Intel is building the foundation for the modern data center with field programmable gate array (FPGA) accelerators, and Dell EMC and Fujitsu want in on that future.
Intel is building the foundation for the modern data center, and its solution to the exponential data growth is not more CPU power, but field programmable gate array (FPGA) accelerators.
Intel's idea is to pair its Xeon server processors with the Arria 10 GX FPGA and the Intel Acceleration Stack for Intel Xeon CPU with FPGAs to boost performance and power efficiency.
And two of the big server OEMs are on board, with Dell EMC adding FPGA support to the R640, R740, and R740xd, and Fujitsu will offer early access for priority customers for its PRIMERGY RX2540 M4 servers.
Intel is highlighting two particular workloads that will benefit from servers kitted out with FPGAs - financial risk analytics and database acceleration.

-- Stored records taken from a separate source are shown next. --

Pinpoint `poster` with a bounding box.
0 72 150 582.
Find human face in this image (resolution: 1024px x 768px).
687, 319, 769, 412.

When it comes to enhancing database performance, Intel sees FPGAs improving performance at two points in the chain - the extract, transform, and load stage, and the analytics stage - to make complex analysis with real-time data a reality.
For those who like benchmarks, Intel claims that FPGAs offer 20 times faster real-time data analytics and more than three times the storage compression.
Using FPGAs to enhance database performance
"We are at the horizon of a new era of data center computing as Dell EMC and Fujitsu put the power and flexibility of Intel FPGAs in mainstream server products," said Reynette Au, vice president of marketing for the Intel Programmable Solutions Group. "We're enabling our customers and partners to create a rich set of high-performance solutions at scale by delivering the benefits of hardware performance, all in a software development environment."
Beyond data analytics, Intel sees FPGAs also benefiting artificial intelligence, cyber security, video transcoding, and genomics.
Intel Arria 10 FPGAs are based on 20-nanometer ARM-based Cortex-A9 SoC that offers 1.5 TFLOPS of DSP performance, 96 transceiver lanes deliver 3.3 Tbps of serial bandwidth, and have up to 40 percent less power consumption than previous generation FPGAs.